Tesla’s 10 minutes test drives have received a lot of flak in the press. The Fourth Estate (at least parts of it) is trying to get to the core of that car, and that is its stellar battery performance. What is wrong with the tried and true practice of having the car for the day? A weekend? This would give a tester time to find out when the battery runs out. 300 miles as per Tesla? 265 miles as per EPA? How much as per reality? Until journalists drive the Model S more than just a few times around the block, we have to go the unorthodox route of asking an inferential statistician. (Read More…)

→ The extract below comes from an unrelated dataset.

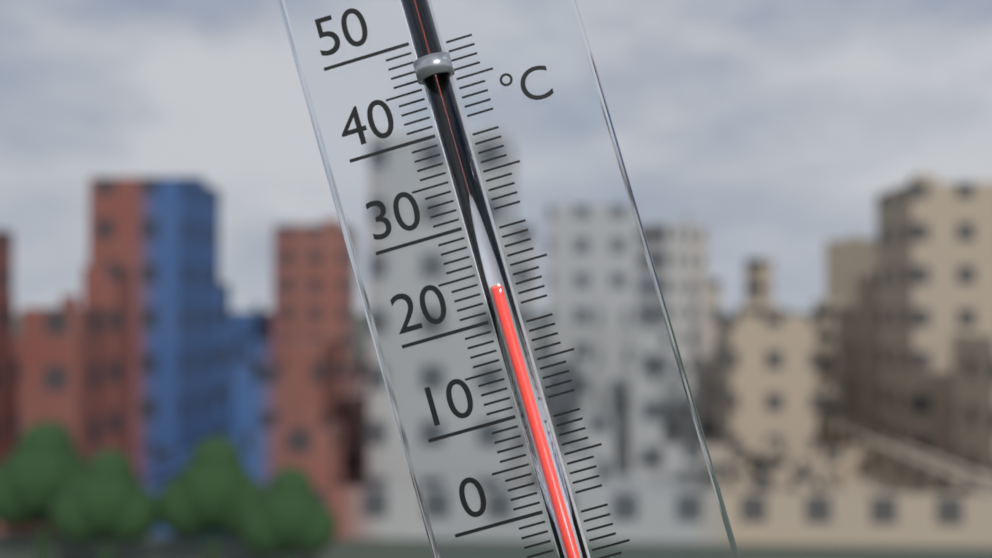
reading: 23 °C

With California’s Zero Emissions Vehicle mandate looming it is only a matter of time till we see an EV from each of the major players in the California market. Nissan has the Leaf, BMW has the Active E, GM has the Volt and Honda electrified a Fit and Ford has electrified everything that isn’t nailed down. That brings us to the elephant in the room: Toyota. To give us some insight into Toyota’s CARB (California Air Resources Board) compliance plans and to see the fruits of the unlikely Toyota/Tesla marriage, Toyota flew us to sunny Southern California to sample the 2013 RAV4 EV.
Brokerage Wunderlich Securities downgraded Tesla to “sell” from “buy.” The reason: Tesla has downshifted its production plans, reports Reuters.
“While initially saying that it would produce and sell 1,000 cars in the third quarter, Tesla now says it will certainly be 500 cars,” Wunderlich analyst, Theodore O’Neill, said in a research note. (Read More…)
The GE Wattstation killed my Leaf! That’s the story being reported by the New York Times as well as PlugInCars.com. As the tale goes, 11 Leaf owners have had their chargers “damaged” while charging with GE’s Wattstation home charging station. The relative significance of only 11 failures aside, the Nissan Dealer in San Pablo, CA confirmed to PlugInCars.com that Nissan North America has notified dealers of a potential problem with the Leaf and the GE home charging station. TTAC contacted Hilltop Nissan and they have yet to return our calls. Rather than just parroting back the usual news reports we dug deep. We contacted GE and Nissan, consulted some professional electrical engineers and read though hundred of pages of boring SAE documents. Click past the jump to learn more about EV charging than you ever wanted to know. (Read More…)
A study by consulting firm McKinsey says that the cost of the lithium-ion batteries used in electric vehicles could tumble by as much as 70 percent by 2025, thanks to a combination of factors.
Summer is always a slow time in the industry, so what better way to boost traffic than to manufacture a controversy out of thin air about a “third rail” topic like electric cars?
Tesla’s 10 minute driving time limit at their Model S press events are leading some to cry foul – “how can a journalist reasonably evaluate the new EV without getting an idea of its battery range?”.
The bigger question is “what value do press trips really provide to the reader?”
Tesla Motors has almost used up funds from a Department of Energy loan program – but the startup car maker also says that they’ll start paying back the money at the end of 2012.
Tesla is sitting on more than 10,000 orders for its all-electric Model S sedan. Tesla might finally deliver the first units next month, slightly ahead of plan, says Reuters. The only thing that keeps the production from starting is a successful completion of crash tests required by U.S. safety regulators. If the car doesn’t bomb during the crash, customers can soon flaunt their high-priced environmental responsibility while tooling down the car-pool lanes in solitary fashion. (Read More…)
Toyota is only planning to sell 2,300 RAV4 EVs over the next three years! Can anyone say “compliance car”?
The Emir of Abu Dhabi is tired of the car business. Germany’s Spiegel Magazin heard that Abu Dhabi’s sovereign wealth fund Aabar wants to sell all stock in Daimler. Aabar also wants out of Daimler’s Formula 1 team and the joint investment in Tesla. (Read More…)
An article in the New York Times Dealbook blog claims that Tesla is using their customer deposits on upcoming models as a major source of cash to finance operations.